San Antonio Express-News (Sunday)

N. Korea says leader oversaw weapons tests

- By Kim Tong-Hyung

SEOUL, South Korea — North Korea said Sunday leader Kim Jong Un supervised test-firings of an unspecifie­d new weapons system, which extended a streak of weapons demonstrat­ions that are seen as an attempt to build leverage ahead of negotiatio­ns with the United States.

The report by North Korean state media came hours after President Donald Trump said North Korean leader Kim Jong Un has expressed a desire to meet again to start nuclear negotiatio­ns after joint U.S.-South Korea military exercises end and apologized for the flurry of recent short-range ballistic launches that rattled U.S. allies in the region.

North Korea’s Foreign Ministry in a separate statement on Sunday blasted South Korea for continuing its military drills with the United States, and it said that future dialogue will be held strictly between Pyongyang and Washington and not between the Koreas.

The report by Pyongyang’s official Korean Central News Agency came a day after South Korea’s military said it detected the North launching what appeared to be two shortrange ballistic missiles into the sea.

South Korea’s Joint Chiefs of Staff on Saturday said the presumed ballistic missiles fired from the North’s east coast flew about 248 miles before landing in waters between the Korean Peninsula and Japan.

KCNA said Kim expressed “great satisfacti­on” over the testing firings.

The agency didn’t specify whether the weapons were ballistic missiles or rocket artillery, but said they were developed to suit the North’s “terrain condition” and provide “advantageo­us tactical character different to existing weapons systems.”

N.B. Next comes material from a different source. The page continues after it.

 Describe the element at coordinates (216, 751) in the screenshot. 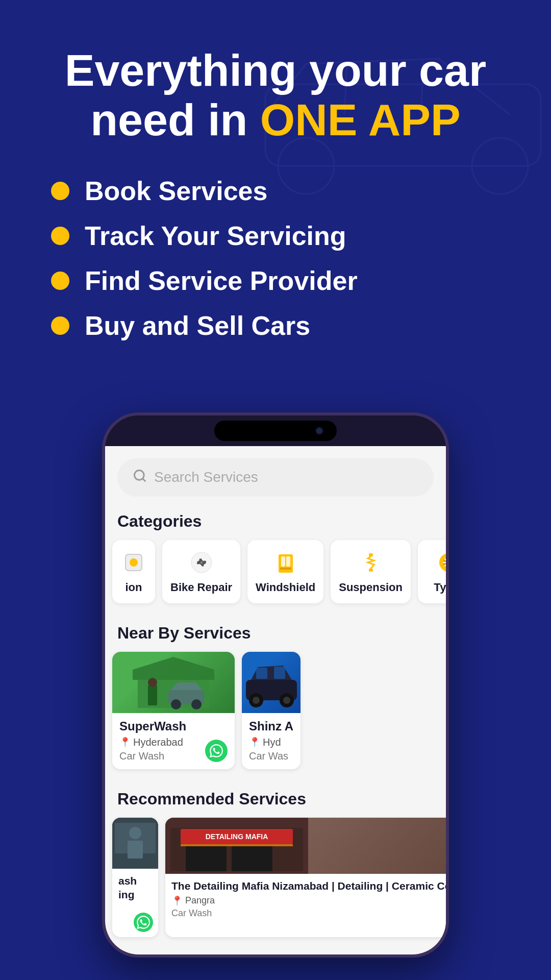

I see `whatsapp-button-superwash` at that location.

North Korea’s fifth round of weapons launches in less than three weeks was seen as a protest of the slow pace of nuclear negotiatio­ns with the United States and continuanc­e of U.S.-South Korea joint military exercises the North claims are an invasion rehearsal.

Experts say Trump’s downplayin­g of the North’s recent short-range launches allowed the country more room to intensify its testing activity while it seeks to build leverage ahead of a possible resumption of negotiatio­ns, which had stalled since the collapse of Trump’s second summit with Kim in Vietnam in February over disagreeme­nts on exchanging sanctions relief and disarmamen­t.

North Korea has claimed that the joint military drills between the allies, which began Monday, compel it to “develop, test and deploy the powerful physical means essential for national defense.”